Merging Executive Policy and Military Strategy

In the long-drawn war against the Marxist guerrillas where force takes the lead, the country’s security forces have had a reproachable record in human rights threatening even legitimate political dissent, the peaceful advocacy of radical reform and, now, the use of the legislature to push for patriotic and progressive legislation.

BY BOBBY TUAZON
Bulatlat.com

“We have been in this game for decades. Perhaps it is high time to put into play an end-game strategy that will terminate this lingering problem.”

Thus reads a briefing paper on Operation Plan Bantay Laya (or Oplan Freedom Watch – OBL), a strategic plan of the Armed Forces of the Philippines (AFP) that was implemented beginning 2002. Shortly thereafter, OBL, originally designed against the Abu Sayyaf – a kidnap-for-ransom group that acquired a U.S. spin as a “terrorist” – was extended as a strategy against the No. 1 “state enemy” – the Communist Party of the Philippines (CPP) and its armed component, the New People’s Army (NPA).

Echoing this “end-game strategy” against the underground Left – which has waged an armed struggle since 1969 – Defense Secretary Avelino Cruz vowed in 2005 to crush the country’s major “national security threat” in six to 10 years. Early this year, Macapagal-Arroyo’s Cabinet Oversight Committee on Internal Security (COC-IS) adjusted OBL as the “Enhanced National Internal Security Plan.” Government had earlier suspended unilaterally the Joint Agreement on Security and Immunity Guarantees (JASIG), an 11-year-old accord signed jointly by the peace panels of the Government of the Republic of the Philippines (GRP) and the National Democratic Front of the Philippines (NDFP). Denounced by the NDFP as in violation of the terms of the internationally-recognized accord itself, the act stripped NDFP personnel, consultants and staffs of security and immunity guarantees thus making them vulnerable to military and police attacks.

In the campaign against the armed Left, OBL or the internal security plan was to be carried out in priority regions combining combat, intelligence and civil-military operations. But reports say the Oplan also stresses the “neutralization” of communists’ “sectoral front organizations” to make it effective. By experience and as understood by rights watchdogs and militant groups, to “neutralize” translates into physical elimination.

Neither the presumptive President of the Republic, Gloria Macapagal-Arroyo, nor her defense department has denied the existence of the AFP’s top secret military strategy against the armed Left. In fact a few weeks ago, as commander in chief, Macapagal-Arroyo directed the AFP to finish off the Leftist “insurgency” in two years instead of six or 10, and earmarked an additional P1 billion to boost the counter-insurgency military offensives. She had earlier mobilized the Philippine National Police (PNP) for counter-insurgency operations making this campaign a joint military-police program.

As in past regimes, the military approach to fighting the armed revolutionary movement has once again underlined giving the AFP, police, paramilitary and other security forces – including anti-communist vigilantes – the upper hand in the fight against the armed Left. In the long-drawn war against the Marxist guerrillas where force takes the lead, the country’s security forces have had a reproachable record in human rights threatening even legitimate political dissent, the peaceful advocacy of radical reform and, now, the use of the legislature to push for patriotic and progressive legislation. This is based consistently on the findings of the UN Committee on Human Rights, Amnesty International, other reputable international and Philippines rights watchdogs and lawyers groups, the World Council of Churches and other church organizations, the country’s own Committee on Human Rights (CHR) and even human rights investigations by the Congress itself.

List of atrocities

Macapagal-Arroyo, however, can no longer evade responsibility for the politically-motivated killings that have claimed the lives of, to date, 725 persons many of them identified with cause-oriented organizations and progressive political parties. The victims have included regional and provincial leaders of these organizations, rights volunteers, church leaders, lawyers, physicians, students, journalists as well as farmers, workers, women and children. In recent months, several rights watchdogs and fact-finding groups have fingered the presumptive president’s security forces as the probable perpetrators in the reported killings that became a pattern after Macapagal-Arroyo took power in 2001.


Work instructions: Your answer must be the records below repeated word for word, with no pictures in it.

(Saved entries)
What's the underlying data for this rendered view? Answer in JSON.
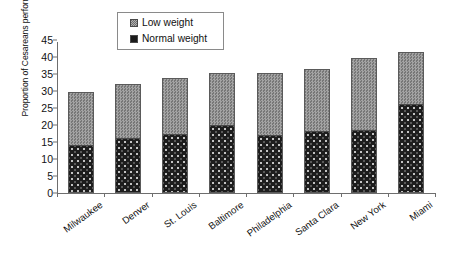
{
  "chart_data": {
    "type": "bar",
    "stacked": true,
    "title": "",
    "xlabel": "",
    "ylabel": "Proportion of Cesareans performed (%)",
    "ylim": [
      0,
      45
    ],
    "ytick_labels": [
      "0",
      "5",
      "10",
      "15",
      "20",
      "25",
      "30",
      "35",
      "40",
      "45"
    ],
    "ytick_values": [
      0,
      5,
      10,
      15,
      20,
      25,
      30,
      35,
      40,
      45
    ],
    "grid": false,
    "legend_position": "top-center",
    "categories": [
      "Milwaukee",
      "Denver",
      "St. Louis",
      "Baltimore",
      "Philadelphia",
      "Santa Clara",
      "New York",
      "Miami"
    ],
    "series": [
      {
        "name": "Normal weight",
        "color": "#1d1d1d",
        "pattern": "dotted",
        "values": [
          13.8,
          16.0,
          17.0,
          19.8,
          16.8,
          18.0,
          18.3,
          26.0
        ]
      },
      {
        "name": "Low weight",
        "color": "#8d8d8d",
        "pattern": "checkered",
        "values": [
          16.0,
          16.0,
          16.7,
          15.4,
          18.5,
          18.5,
          21.5,
          15.5
        ]
      }
    ],
    "totals": [
      29.8,
      32.0,
      33.7,
      35.2,
      35.3,
      36.5,
      39.8,
      41.5
    ]
  },
  "legend": {
    "entries": [
      {
        "label": "Low weight",
        "swatch": "low"
      },
      {
        "label": "Normal weight",
        "swatch": "normal"
      }
    ]
  }
}
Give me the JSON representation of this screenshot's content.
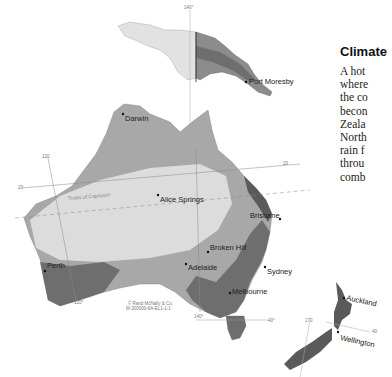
{
  "title": "Climate",
  "paragraph_lines": [
    "A hot",
    "where",
    "the co",
    "becon",
    "Zeala",
    "North",
    "rain f",
    "throu",
    "comb"
  ],
  "map": {
    "cities": [
      {
        "name": "Port Moresby"
      },
      {
        "name": "Darwin"
      },
      {
        "name": "Alice Springs"
      },
      {
        "name": "Brisbane"
      },
      {
        "name": "Broken Hill"
      },
      {
        "name": "Perth"
      },
      {
        "name": "Adelaide"
      },
      {
        "name": "Sydney"
      },
      {
        "name": "Melbourne"
      },
      {
        "name": "Auckland"
      },
      {
        "name": "Wellington"
      }
    ],
    "graticule_labels": {
      "lon_140_top": "140°",
      "lon_120_upper": "120",
      "lat_20_left": "20",
      "lat_20_right": "20",
      "lon_120_bottom": "120°",
      "lon_140_bottom": "140°",
      "lat_40": "40°",
      "lon_170": "170",
      "lat_40_nz": "40"
    },
    "tropic_label": "Tropic of Capricorn",
    "copyright": [
      "© Rand McNally & Co.",
      "M-300000-6A-EL1-1-1"
    ],
    "zone_colors": {
      "arid": "#dcdcdc",
      "semi_arid": "#b4b4b4",
      "tropical": "#a8a8a8",
      "temperate": "#6e6e6e",
      "humid": "#5a5a5a",
      "new_guinea_light": "#e2e2e2"
    }
  }
}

Answer:
What's the underlying data for this rendered view? Answer in JSON.
{
  "chart_data": {
    "type": "bar",
    "stacked": true,
    "title": "",
    "xlabel": "",
    "ylabel": "Proportion of Cesareans performed (%)",
    "ylim": [
      0,
      45
    ],
    "ytick_labels": [
      "0",
      "5",
      "10",
      "15",
      "20",
      "25",
      "30",
      "35",
      "40",
      "45"
    ],
    "ytick_values": [
      0,
      5,
      10,
      15,
      20,
      25,
      30,
      35,
      40,
      45
    ],
    "grid": false,
    "legend_position": "top-center",
    "categories": [
      "Milwaukee",
      "Denver",
      "St. Louis",
      "Baltimore",
      "Philadelphia",
      "Santa Clara",
      "New York",
      "Miami"
    ],
    "series": [
      {
        "name": "Normal weight",
        "color": "#1d1d1d",
        "pattern": "dotted",
        "values": [
          13.8,
          16.0,
          17.0,
          19.8,
          16.8,
          18.0,
          18.3,
          26.0
        ]
      },
      {
        "name": "Low weight",
        "color": "#8d8d8d",
        "pattern": "checkered",
        "values": [
          16.0,
          16.0,
          16.7,
          15.4,
          18.5,
          18.5,
          21.5,
          15.5
        ]
      }
    ],
    "totals": [
      29.8,
      32.0,
      33.7,
      35.2,
      35.3,
      36.5,
      39.8,
      41.5
    ]
  },
  "legend": {
    "entries": [
      {
        "label": "Low weight",
        "swatch": "low"
      },
      {
        "label": "Normal weight",
        "swatch": "normal"
      }
    ]
  }
}
Give me the JSON representation of this screenshot's content.
{
  "title": "Climate",
  "paragraph_lines": [
    "A hot",
    "where",
    "the co",
    "becon",
    "Zeala",
    "North",
    "rain f",
    "throu",
    "comb"
  ],
  "map": {
    "cities": [
      {
        "name": "Port Moresby"
      },
      {
        "name": "Darwin"
      },
      {
        "name": "Alice Springs"
      },
      {
        "name": "Brisbane"
      },
      {
        "name": "Broken Hill"
      },
      {
        "name": "Perth"
      },
      {
        "name": "Adelaide"
      },
      {
        "name": "Sydney"
      },
      {
        "name": "Melbourne"
      },
      {
        "name": "Auckland"
      },
      {
        "name": "Wellington"
      }
    ],
    "graticule_labels": {
      "lon_140_top": "140°",
      "lon_120_upper": "120",
      "lat_20_left": "20",
      "lat_20_right": "20",
      "lon_120_bottom": "120°",
      "lon_140_bottom": "140°",
      "lat_40": "40°",
      "lon_170": "170",
      "lat_40_nz": "40"
    },
    "tropic_label": "Tropic of Capricorn",
    "copyright": [
      "© Rand McNally & Co.",
      "M-300000-6A-EL1-1-1"
    ],
    "zone_colors": {
      "arid": "#dcdcdc",
      "semi_arid": "#b4b4b4",
      "tropical": "#a8a8a8",
      "temperate": "#6e6e6e",
      "humid": "#5a5a5a",
      "new_guinea_light": "#e2e2e2"
    }
  }
}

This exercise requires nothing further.